Grimacing, Stavenger asked, “You’re certain of that?”

“It’s Humphries she was scared of,” George replied. “Where else would he stash her?”

“That area down there is the property of the Humphries Trust,” Maas pointed out.

“Selene doesn’t have legal authority to go in and search it.”

“Not even if her life’s on the line?” George asked.

Stavenger said to Maas, “Rick, I think you’ll have to initiate a search.”

“Of Humphries’s place?” George asked.

“Of all of Selene proper,” Stavenger said. “Humphries’s place is a different matter.” He turned to the phone and asked it to connect him with Martin Humphries.

“Dr. Cardenas?” Martin Humphries said to Stavenger’s image on his patio wallscreen. “You mean the scientist?”

“Yes,” said Stavenger, looking strained. “She’s missing.” Humphries got up from the chaise longue on which he’d been reclining while he reviewed his father’s holdings in Libya.

“I don’t understand,” he said to Stavenger’s image, trying to look puzzled. “Why are you telling me about this?”

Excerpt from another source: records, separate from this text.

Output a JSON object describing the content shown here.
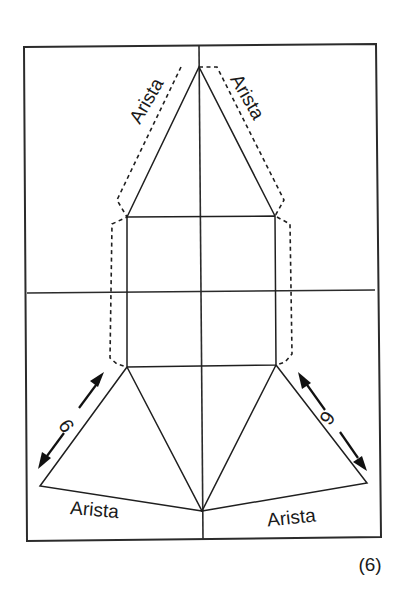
{
  "figure": {
    "number_label": "(6)"
  },
  "labels": {
    "edge_top_left": "Arista",
    "edge_top_right": "Arista",
    "edge_bottom_left": "Arista",
    "edge_bottom_right": "Arista",
    "dimension_left": "9",
    "dimension_right": "9"
  },
  "colors": {
    "line": "#1f1f1f",
    "background": "#ffffff"
  }
}
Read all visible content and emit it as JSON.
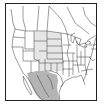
{
  "map": {
    "title": "Range map",
    "region": "North America",
    "legend": [
      {
        "name": "light-range",
        "color": "#e6e6e6"
      },
      {
        "name": "dark-range",
        "color": "#b4b4b4"
      }
    ],
    "colors": {
      "background": "#ffffff",
      "border": "#222222",
      "lines": "#3a3a3a",
      "light_range": "#e6e6e6",
      "dark_range": "#b4b4b4"
    }
  }
}
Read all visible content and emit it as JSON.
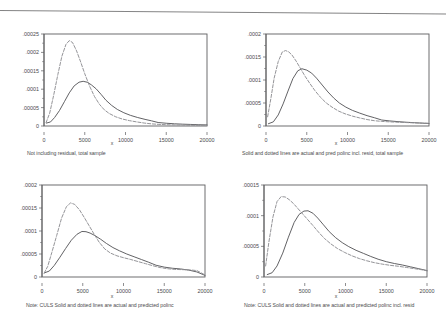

“The security office has initiated a search for her throughout Selene. I’d appreciate it if you allowed them to search your premises, as well.”

“My home?”

“It’s just a formality, Mr. Humphries,” Stavenger said, with an obviously false smile. “You know security types: they want to dot every eye and cross every tee.”

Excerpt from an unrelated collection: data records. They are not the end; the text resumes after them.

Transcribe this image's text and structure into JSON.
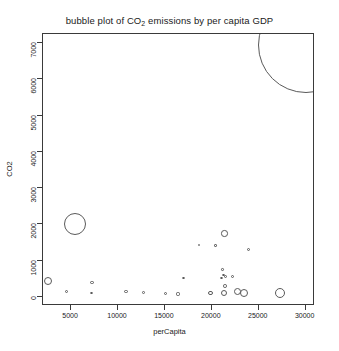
{
  "chart_data": {
    "type": "scatter",
    "title": "bubble plot of CO2 emissions by per capita GDP",
    "title_html": "bubble plot of CO<sub>2</sub> emissions by per capita GDP",
    "xlabel": "perCapita",
    "ylabel": "CO2",
    "xlim": [
      2000,
      31000
    ],
    "ylim": [
      -250,
      7250
    ],
    "xticks": [
      5000,
      10000,
      15000,
      20000,
      25000,
      30000
    ],
    "yticks": [
      0,
      1000,
      2000,
      3000,
      4000,
      5000,
      6000,
      7000
    ],
    "xtick_labels": [
      "5000",
      "10000",
      "15000",
      "20000",
      "25000",
      "30000"
    ],
    "ytick_labels": [
      "0",
      "1000",
      "2000",
      "3000",
      "4000",
      "5000",
      "6000",
      "7000"
    ],
    "grid": false,
    "legend": null,
    "size_encoding": "bubble radius proportional to magnitude",
    "marker_style": "open circle",
    "marker_color": "#5a5a5a",
    "points": [
      {
        "x": 30000,
        "y": 6950,
        "r": 48
      },
      {
        "x": 5400,
        "y": 2010,
        "r": 11
      },
      {
        "x": 2550,
        "y": 430,
        "r": 4.0
      },
      {
        "x": 21350,
        "y": 1750,
        "r": 3.2
      },
      {
        "x": 23950,
        "y": 1300,
        "r": 1.6
      },
      {
        "x": 27250,
        "y": 120,
        "r": 5.0
      },
      {
        "x": 23450,
        "y": 110,
        "r": 4.2
      },
      {
        "x": 22700,
        "y": 140,
        "r": 3.6
      },
      {
        "x": 21300,
        "y": 120,
        "r": 3.0
      },
      {
        "x": 19900,
        "y": 110,
        "r": 2.4
      },
      {
        "x": 21400,
        "y": 300,
        "r": 1.8
      },
      {
        "x": 21050,
        "y": 520,
        "r": 1.4
      },
      {
        "x": 21250,
        "y": 610,
        "r": 1.3
      },
      {
        "x": 21500,
        "y": 560,
        "r": 1.6
      },
      {
        "x": 22200,
        "y": 560,
        "r": 1.5
      },
      {
        "x": 21150,
        "y": 760,
        "r": 1.2
      },
      {
        "x": 20400,
        "y": 1420,
        "r": 1.1
      },
      {
        "x": 18650,
        "y": 1430,
        "r": 1.0
      },
      {
        "x": 7200,
        "y": 400,
        "r": 1.8
      },
      {
        "x": 7150,
        "y": 110,
        "r": 1.3
      },
      {
        "x": 4500,
        "y": 150,
        "r": 1.5
      },
      {
        "x": 10850,
        "y": 140,
        "r": 1.6
      },
      {
        "x": 12750,
        "y": 130,
        "r": 1.4
      },
      {
        "x": 15050,
        "y": 90,
        "r": 1.7
      },
      {
        "x": 16400,
        "y": 80,
        "r": 1.6
      },
      {
        "x": 17000,
        "y": 520,
        "r": 1.2
      }
    ]
  },
  "axes": {
    "x_title": "perCapita",
    "y_title": "CO2"
  }
}
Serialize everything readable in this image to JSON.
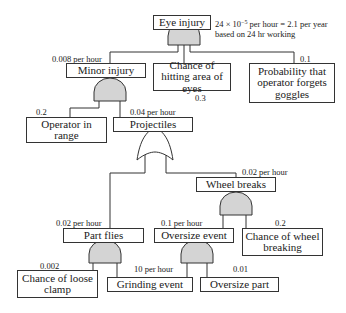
{
  "diagram": {
    "type": "fault-tree",
    "top_event": {
      "label": "Eye injury",
      "rate_note_line1_prefix": "24 × 10",
      "rate_note_exponent": "−5",
      "rate_note_line1_suffix": " per hour = 2.1 per year",
      "rate_note_line2": "based on 24 hr working",
      "gate": "AND"
    },
    "nodes": {
      "minor_injury": {
        "label": "Minor injury",
        "value": "0.008 per hour",
        "gate": "AND"
      },
      "chance_hitting_eyes": {
        "label": "Chance of hitting area of eyes",
        "value": "0.3"
      },
      "forgets_goggles": {
        "label": "Probability that operator forgets goggles",
        "value": "0.1"
      },
      "operator_in_range": {
        "label": "Operator in range",
        "value": "0.2"
      },
      "projectiles": {
        "label": "Projectiles",
        "value": "0.04 per hour",
        "gate": "OR"
      },
      "wheel_breaks": {
        "label": "Wheel breaks",
        "value": "0.02 per hour",
        "gate": "AND"
      },
      "part_flies": {
        "label": "Part flies",
        "value": "0.02 per hour",
        "gate": "AND"
      },
      "oversize_event": {
        "label": "Oversize event",
        "value": "0.1 per hour",
        "gate": "AND"
      },
      "chance_wheel_breaking": {
        "label": "Chance of wheel breaking",
        "value": "0.2"
      },
      "chance_loose_clamp": {
        "label": "Chance of loose clamp",
        "value": "0.002"
      },
      "grinding_event": {
        "label": "Grinding event",
        "value": "10 per hour"
      },
      "oversize_part": {
        "label": "Oversize part",
        "value": "0.01"
      }
    },
    "colors": {
      "gate_fill": "#d4d4d4",
      "line": "#333333",
      "box_border": "#333333"
    }
  }
}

“Yes, I suppose they do,” Humphries replied, smiling back. “I suppose someone could hide out in the gardens, couldn’t they?”

“Or inside the house. It’s rather large.”

“H’mm, yes, I suppose it is — by Selene standards.” He took a breath, then said reluctantly, “Very well, let them send a team down here. I have no objections.”

“Thank you, sir.”

“You’re welcome,” said Humphries. He snapped his fingers to shut down the connection. Then he went into the house, walking swiftly to his office. He snapped his fingers as he entered the office. The phone screen lit up. “Get Blyleven down here on the double. I’ve got a job for him.”